As I turned to him and lifted the mask away, he lifted his arm weakly, and said, 'Gee, my head.'

'Can you hear me?'

'My head. God, my head!'

Moving behind him, I drew my fingers gently through his hair. His breath hissed and he winced suddenly as I touched a lump like a small mountain at the back where his hair was thinning. He hadn't got that collapsing in the snow!

I said, 'Who did it?'

Allen's head moved weakly from side to side.

'Who?'

He blinked up at me; real consciousness was returning now.

'Somebody did hit you?'

'Sure he did.' Allen's eyes closed tightly.

'Who?'

'Didn't see who. Had his .., his parka hood tight. That's all I saw. Then - Bam!'

'You've no idea? No clue at all?'

'No.'

'Where did it happen? Before or after you got the keys?'

Allen looked puzzled for a moment, then said slowly : 'Oh yeah, the keys. Never got that far.'

All the same, the keys had gone from the rack.
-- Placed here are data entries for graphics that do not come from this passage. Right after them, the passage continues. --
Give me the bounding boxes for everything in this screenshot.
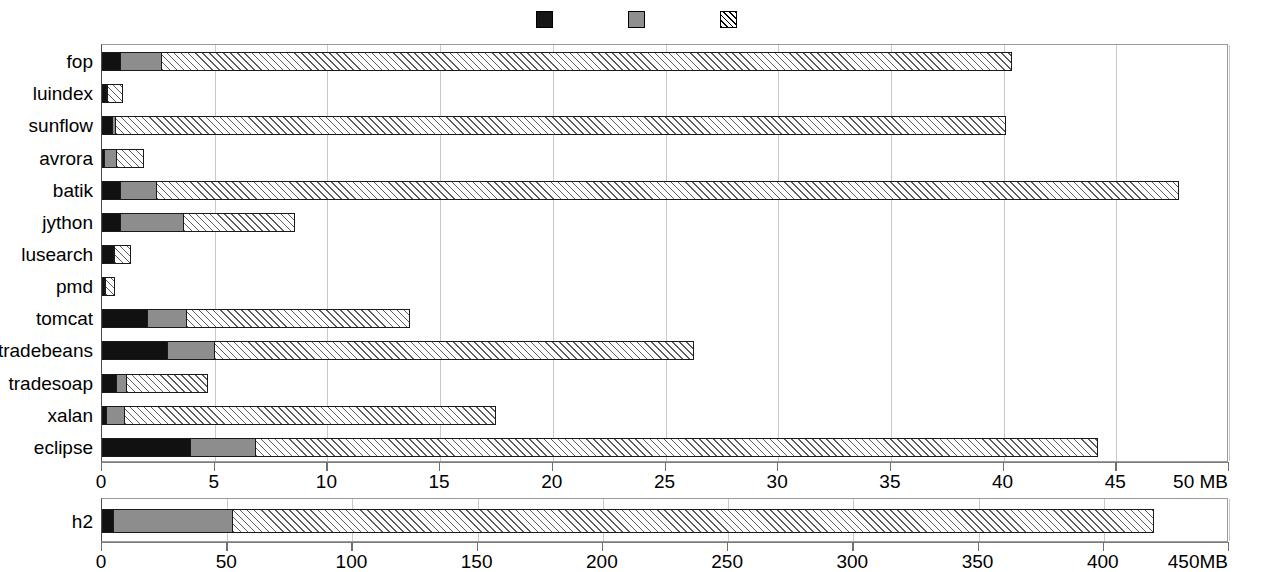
category-label-batik: batik — [0, 181, 93, 200]
axis-tick — [1003, 462, 1004, 471]
bar-row-h2 — [102, 499, 1229, 543]
stacked-bar-tradebeans — [102, 341, 694, 360]
bar-segment-eclipse-2 — [255, 438, 1098, 457]
axis-tick — [852, 542, 853, 551]
axis-tick — [665, 462, 666, 471]
axis-tick-label: 45 — [1105, 472, 1126, 491]
bar-segment-eclipse-1 — [190, 438, 256, 457]
bar-row-tradesoap — [102, 367, 1229, 399]
axis-tick-label: 250 — [711, 552, 743, 571]
axis-tick-label: 5 — [208, 472, 219, 491]
bar-segment-xalan-2 — [124, 406, 496, 425]
legend-item-0 — [536, 11, 560, 28]
gridline — [1229, 45, 1230, 461]
axis-tick — [226, 542, 227, 551]
h2-chart-x-axis: 050100150200250300350400450MB — [101, 542, 1228, 568]
bar-row-avrora — [102, 142, 1229, 174]
h2-chart-plot-area: h2 — [101, 498, 1228, 542]
stacked-bar-tradesoap — [102, 374, 208, 393]
bar-segment-avrora-2 — [116, 149, 144, 168]
axis-line — [101, 542, 1228, 543]
stacked-bar-batik — [102, 181, 1179, 200]
bar-segment-h2-1 — [113, 509, 234, 533]
bar-segment-tomcat-0 — [102, 309, 148, 328]
axis-tick — [326, 462, 327, 471]
main-chart-bars — [102, 45, 1227, 461]
axis-tick — [477, 542, 478, 551]
axis-tick-label: 50 MB — [1173, 472, 1228, 491]
axis-tick-label: 150 — [461, 552, 493, 571]
bar-segment-xalan-1 — [106, 406, 125, 425]
axis-tick — [101, 462, 102, 471]
bar-segment-jython-2 — [183, 213, 296, 232]
category-label-sunflow: sunflow — [0, 116, 93, 135]
axis-tick — [351, 542, 352, 551]
axis-tick — [978, 542, 979, 551]
bar-row-pmd — [102, 271, 1229, 303]
bar-row-tradebeans — [102, 335, 1229, 367]
bar-segment-jython-0 — [102, 213, 121, 232]
axis-tick — [439, 462, 440, 471]
axis-tick-label: 400 — [1087, 552, 1119, 571]
black-swatch-icon — [536, 11, 553, 28]
bar-segment-batik-2 — [156, 181, 1179, 200]
axis-tick-label: 350 — [962, 552, 994, 571]
bar-row-jython — [102, 206, 1229, 238]
axis-tick — [1228, 462, 1229, 471]
category-label-tradebeans: tradebeans — [0, 341, 93, 360]
bar-segment-tradebeans-2 — [214, 341, 694, 360]
bar-segment-batik-1 — [120, 181, 157, 200]
legend-item-2 — [720, 11, 744, 28]
bar-segment-eclipse-0 — [102, 438, 191, 457]
bar-segment-fop-2 — [161, 52, 1012, 71]
axis-tick-label: 50 — [216, 552, 237, 571]
bar-segment-tradebeans-0 — [102, 341, 168, 360]
category-label-fop: fop — [0, 52, 93, 71]
axis-tick — [727, 542, 728, 551]
bar-row-eclipse — [102, 431, 1229, 463]
category-label-avrora: avrora — [0, 149, 93, 168]
axis-tick-label: 200 — [586, 552, 618, 571]
stacked-bar-avrora — [102, 149, 144, 168]
axis-tick — [1103, 542, 1104, 551]
category-label-tomcat: tomcat — [0, 309, 93, 328]
stacked-bar-pmd — [102, 277, 115, 296]
stacked-bar-xalan — [102, 406, 496, 425]
bar-row-luindex — [102, 78, 1229, 110]
chart-legend — [0, 2, 1280, 36]
bar-segment-sunflow-2 — [115, 116, 1005, 135]
bar-segment-tradesoap-0 — [102, 374, 118, 393]
bar-row-xalan — [102, 399, 1229, 431]
bar-segment-luindex-2 — [107, 84, 123, 103]
bar-segment-tomcat-2 — [186, 309, 410, 328]
category-label-jython: jython — [0, 213, 93, 232]
axis-tick-label: 450MB — [1168, 552, 1228, 571]
category-label-lusearch: lusearch — [0, 245, 93, 264]
main-chart-x-axis: 05101520253035404550 MB — [101, 462, 1228, 488]
axis-tick-label: 35 — [879, 472, 900, 491]
chart-page: fopluindexsunflowavrorabatikjythonlusear… — [0, 0, 1280, 572]
stacked-bar-jython — [102, 213, 295, 232]
axis-tick-label: 0 — [96, 472, 107, 491]
main-chart-plot-area: fopluindexsunflowavrorabatikjythonlusear… — [101, 44, 1228, 462]
axis-tick — [101, 542, 102, 551]
axis-tick — [1228, 542, 1229, 551]
axis-tick-label: 40 — [992, 472, 1013, 491]
category-label-luindex: luindex — [0, 84, 93, 103]
axis-tick-label: 30 — [767, 472, 788, 491]
axis-tick — [552, 462, 553, 471]
bar-segment-pmd-2 — [105, 277, 115, 296]
hatched-swatch-icon — [720, 11, 737, 28]
category-label-xalan: xalan — [0, 406, 93, 425]
category-label-eclipse: eclipse — [0, 438, 93, 457]
bar-segment-tomcat-1 — [147, 309, 188, 328]
stacked-bar-lusearch — [102, 245, 131, 264]
axis-tick-label: 0 — [96, 552, 107, 571]
axis-tick — [602, 542, 603, 551]
category-label-h2: h2 — [0, 512, 93, 531]
axis-tick — [890, 462, 891, 471]
bar-segment-fop-1 — [120, 52, 163, 71]
bar-row-batik — [102, 174, 1229, 206]
stacked-bar-eclipse — [102, 438, 1098, 457]
h2-chart-bars — [102, 499, 1227, 541]
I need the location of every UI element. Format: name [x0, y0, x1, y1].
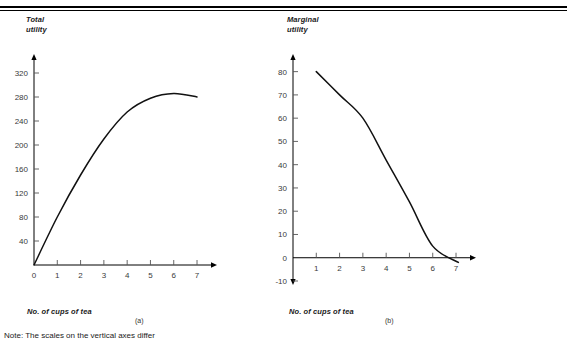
y-tick-label: 280 [15, 93, 29, 102]
x-tick-label: 1 [55, 271, 60, 280]
x-tick-label: 7 [195, 271, 200, 280]
x-tick-label: 4 [384, 264, 389, 273]
y-tick-label: 120 [15, 189, 29, 198]
x-tick-label: 1 [314, 264, 319, 273]
data-curve [34, 93, 197, 265]
x-tick-label: 2 [337, 264, 342, 273]
chart-marginal-utility: -10010203040506070801234567 [260, 0, 567, 349]
y-tick-label: 50 [278, 137, 287, 146]
y-axis-arrow-down-icon [290, 279, 295, 285]
data-curve [316, 72, 458, 263]
y-tick-label: 80 [19, 213, 28, 222]
y-tick-label: 60 [278, 114, 287, 123]
y-axis-arrow-icon [290, 54, 295, 60]
x-tick-label: 6 [172, 271, 177, 280]
panel-marginal-utility: Marginal utility No. of cups of tea (b) … [260, 0, 567, 349]
y-tick-label: 20 [278, 207, 287, 216]
y-tick-label: 200 [15, 141, 29, 150]
y-tick-label: 0 [283, 254, 288, 263]
y-tick-label: 320 [15, 69, 29, 78]
x-tick-label: 3 [102, 271, 107, 280]
y-tick-label: 160 [15, 165, 29, 174]
x-tick-label: 4 [125, 271, 130, 280]
y-tick-label: 30 [278, 184, 287, 193]
y-tick-label: -10 [275, 277, 287, 286]
y-axis-arrow-icon [31, 54, 36, 60]
y-tick-label: 240 [15, 117, 29, 126]
x-tick-label: 6 [431, 264, 436, 273]
figure-note: Note: The scales on the vertical axes di… [4, 331, 155, 340]
y-tick-label: 70 [278, 91, 287, 100]
y-tick-label: 80 [278, 68, 287, 77]
x-axis-arrow-icon [470, 255, 476, 261]
x-tick-label: 5 [407, 264, 412, 273]
x-tick-label: 5 [148, 271, 153, 280]
y-tick-label: 40 [19, 237, 28, 246]
x-tick-label: 0 [32, 271, 37, 280]
x-tick-label: 7 [454, 264, 459, 273]
y-tick-label: 40 [278, 161, 287, 170]
x-tick-label: 3 [361, 264, 366, 273]
panel-total-utility: Total utility No. of cups of tea (a) 408… [0, 0, 283, 349]
chart-total-utility: 408012016020024028032001234567 [0, 0, 283, 349]
y-tick-label: 10 [278, 230, 287, 239]
figure-container: Total utility No. of cups of tea (a) 408… [0, 0, 567, 349]
x-tick-label: 2 [78, 271, 83, 280]
x-axis-arrow-icon [211, 262, 217, 268]
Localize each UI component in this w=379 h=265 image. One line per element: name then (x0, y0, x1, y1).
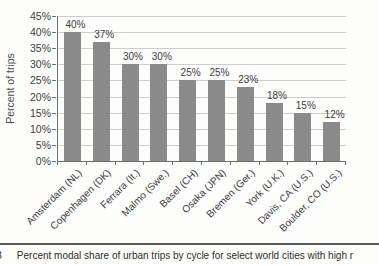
x-tick-mark (143, 162, 144, 165)
bar-chart: Percent of trips 0%5%10%15%20%25%30%35%4… (0, 0, 379, 242)
x-tick-mark (172, 162, 173, 165)
figure-caption-text: Percent modal share of urban trips by cy… (17, 245, 353, 261)
x-tick-mark (287, 162, 288, 165)
figure-caption: 3 Percent modal share of urban trips by … (0, 243, 379, 265)
x-tick-mark (57, 162, 58, 165)
scanned-book-figure: Percent of trips 0%5%10%15%20%25%30%35%4… (0, 0, 379, 265)
x-tick-mark (230, 162, 231, 165)
x-axis: Amsterdam (NL)Copenhagen (DK)Ferrara (It… (0, 0, 379, 242)
x-tick-mark (86, 162, 87, 165)
x-tick-mark (115, 162, 116, 165)
x-tick-mark (201, 162, 202, 165)
x-tick-mark (259, 162, 260, 165)
figure-number: 3 (0, 245, 2, 261)
x-tick-mark (316, 162, 317, 165)
x-tick-mark (345, 162, 346, 165)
'Coffee?' His eyes had closed. He didn't open them as he nodded. Walking out of the theatre to the coffee machine in Kirton's office, I felt chillingly alone. Allen was in no condition to help; there was no sign of Kelleher; and inside me lurked an uncomfortable certainty that I was next on the list of targets.

I still had no idea why.

My hand shook a little as I filled the coffee-cup. My brain pounded with that question: Why? Why the long chapter of destruction, the skilled sabotage, the readiness to kill men, singly like Kirton or indiscriminately with the blunt sweep of poisoned food? Why, why, why? But I had only questions. No answers. And even if the answers had been there to reason out, my brain now seemed incapable of hard thought; Hundred had deadened it and there was just dull reaction to events, followed by weary frustration at a deadly riddle which grew hourly less answerable. I took the coffee in to Allen and watched morosely as he sipped. The acute discomfort in his guts and the brutal bang on the head combined to make him almost helplessly weak. He needed to be warm in bed, not lying awkwardly on this damned operating table. If only there were a bed . . . Then I groaned at my own stupidity. Of course there was a bed; there was the one Kelleher had occupied. I went through to check and stared in astonishment. Kelleher was in it, his eyes glaring up at me!

'What the - !' But the sight told its own story. Kelleher was back in the straitjacket, the straitjacket was fastened to the bed, and there was a wide strip of surgical tape across his mouth!